C/N0 Eb/N0 BER and PER What They Mean Operationally

Category: Link Engineering and Performance

Published by Inuvik Web Services on January 30, 2026

Link performance metrics can look abstract until you’re on-console trying to decide whether a pass is healthy, a gateway is degrading, or a customer ticket is real. Four of the most common metrics you’ll see across satellite modems, TT&C receivers, and RF monitoring dashboards are C/N0, Eb/N0, BER, and PER. This guide explains what each metric means, how they relate, and how to use them operationally to troubleshoot interference, weather fade, pointing issues, and configuration problems.

Table of contents

  1. What These Metrics Measure
  2. C/N0: Carrier-to-Noise Density
  3. Eb/N0: Energy per Bit to Noise Density
  4. BER: Bit Error Rate
  5. PER: Packet Error Rate
  6. How They Relate: Converting and Correlating
  7. Operational Thresholds and What “Good” Looks Like
  8. Common Failure Patterns and What the Metrics Look Like
  9. Using Metrics During LEO Passes vs Steady Links
  10. Logging, Alerting, and Evidence for Escalation
  11. C/N0, Eb/N0, BER, PER FAQ
  12. Glossary

What These Metrics Measure

These metrics all describe signal quality, but at different layers:

C/N0 describes how strong the carrier is relative to noise per unit bandwidth (RF layer).
Eb/N0 describes how much signal energy you have per information bit (digital link layer).
BER describes how many bits are wrong after demodulation/decoding (bit layer).
PER describes how many packets/frames fail at the packet layer (network/service layer).

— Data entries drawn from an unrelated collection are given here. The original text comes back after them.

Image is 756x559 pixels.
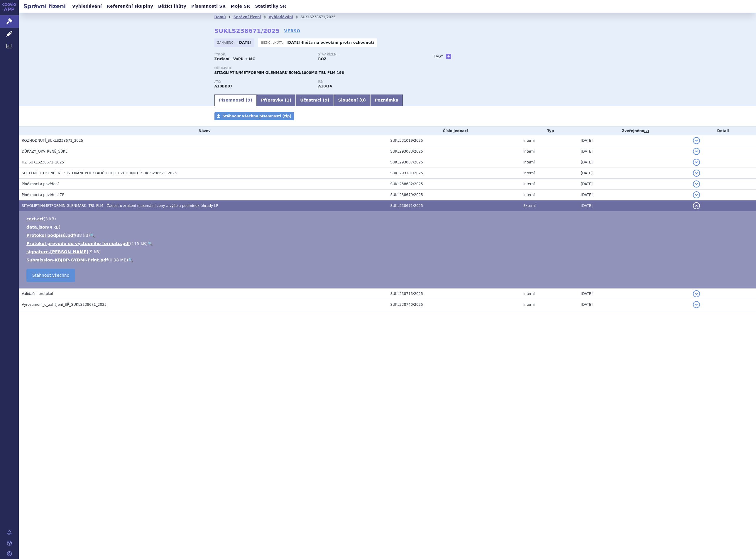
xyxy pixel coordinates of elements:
[22,193,64,197] span: Plné moci a pověření ZP
[287,98,289,102] span: 1
[109,258,127,262] span: 0.98 MB
[27,233,750,238] li: ( )
[693,158,700,166] button: detail
[387,189,521,200] td: SUKL238679/2025
[90,233,95,238] a: 🔍
[215,57,255,61] strong: Zrušení - VaPÚ + MC
[22,303,107,307] span: Vyrozumění_o_zahájení_SŘ_SUKLS238671_2025
[76,233,89,238] span: 88 kB
[693,301,700,308] button: detail
[693,169,700,176] button: detail
[215,15,226,19] a: Domů
[523,193,535,197] span: Interní
[22,171,176,175] span: SDĚLENÍ_O_UKONČENÍ_ZJIŠŤOVÁNÍ_PODKLADŮ_PRO_ROZHODNUTÍ_SUKLS238671_2025
[229,2,251,10] a: Moje SŘ
[302,40,374,45] a: lhůta na odvolání proti rozhodnutí
[27,233,75,238] a: Protokol podpisů.pdf
[387,299,521,310] td: SUKL238740/2025
[128,258,133,262] a: 🔍
[523,292,535,296] span: Interní
[300,13,343,22] li: SUKLS238671/2025
[284,28,300,34] a: VERSO
[27,241,130,246] a: Protokol převodu do výstupního formátu.pdf
[523,204,536,207] span: Externí
[22,292,53,296] span: Validační protokol
[387,146,521,157] td: SUKL293083/2025
[523,182,535,186] span: Interní
[693,180,700,187] button: detail
[577,135,690,146] td: [DATE]
[238,40,251,45] strong: [DATE]
[693,137,700,144] button: detail
[577,146,690,157] td: [DATE]
[22,160,64,164] span: HZ_SUKLS238671_2025
[215,80,312,84] p: ATC:
[387,288,521,299] td: SUKL238713/2025
[693,192,700,198] button: detail
[387,200,521,211] td: SUKL238671/2025
[387,135,521,146] td: SUKL331019/2025
[22,149,67,153] span: DŮKAZY_OPATŘENÉ_SÚKL
[27,225,48,230] a: data.json
[523,171,535,175] span: Interní
[222,114,292,118] span: Stáhnout všechny písemnosti (zip)
[287,40,374,45] p: -
[387,179,521,189] td: SUKL238682/2025
[296,94,333,106] a: Účastníci (9)
[45,217,54,221] span: 3 kB
[27,217,44,221] a: cert.crt
[318,80,416,84] p: RS:
[50,225,58,230] span: 4 kB
[90,249,99,254] span: 9 kB
[27,269,75,282] a: Stáhnout všechno
[22,138,83,143] span: ROZHODNUTÍ_SUKLS238671_2025
[105,2,155,10] a: Referenční skupiny
[148,241,153,246] a: 🔍
[261,40,284,45] span: Běžící lhůta:
[693,202,700,209] button: detail
[693,148,700,155] button: detail
[269,15,292,19] a: Vyhledávání
[446,54,451,59] a: +
[19,2,71,10] h2: Správní řízení
[577,189,690,200] td: [DATE]
[523,160,535,164] span: Interní
[215,84,233,89] strong: METFORMIN A SITAGLIPTIN
[287,40,300,45] strong: [DATE]
[318,84,332,89] strong: metformin a sitagliptin
[577,299,690,310] td: [DATE]
[577,179,690,189] td: [DATE]
[27,241,750,246] li: ( )
[523,149,535,153] span: Interní
[693,290,700,298] button: detail
[334,94,370,106] a: Sloučení (0)
[253,2,288,10] a: Statistiky SŘ
[156,2,188,10] a: Běžící lhůty
[324,98,328,102] span: 9
[521,127,577,135] th: Typ
[248,98,251,102] span: 9
[577,288,690,299] td: [DATE]
[318,53,416,56] p: Stav řízení:
[577,168,690,179] td: [DATE]
[577,200,690,211] td: [DATE]
[27,249,89,254] a: signature.[PERSON_NAME]
[215,94,256,106] a: Písemnosti (9)
[233,15,261,19] a: Správní řízení
[387,127,521,135] th: Číslo jednací
[433,53,443,60] h3: Tagy
[215,27,280,35] strong: SUKLS238671/2025
[22,204,218,207] span: SITAGLIPTIN/METFORMIN GLENMARK, TBL FLM - Žádost o zrušení maximální ceny a výše a podmínek úhrad...
[387,168,521,179] td: SUKL293181/2025
[71,2,104,10] a: Vyhledávání
[577,127,690,135] th: Zveřejněno
[215,53,312,56] p: Typ SŘ:
[644,129,649,133] abbr: (?)
[27,216,750,222] li: ( )
[215,71,344,75] span: SITAGLIPTIN/METFORMIN GLENMARK 50MG/1000MG TBL FLM 196
[523,138,535,143] span: Interní
[22,182,58,186] span: Plné moci a pověření
[523,303,535,307] span: Interní
[256,94,296,106] a: Přípravky (1)
[217,40,235,45] span: Zahájeno:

Operationally: C/N0 and Eb/N0 tell you the link is getting weaker; BER and PER tell you when that weakness is actually breaking data delivery.

C/N0: Carrier-to-Noise Density

C/N0 (carrier-to-noise density) is the carrier power divided by the noise power in a 1 Hz bandwidth. It’s usually reported in dB-Hz. Because it’s normalized per Hz, it’s a useful metric for comparing signal quality across different symbol rates and bandwidths.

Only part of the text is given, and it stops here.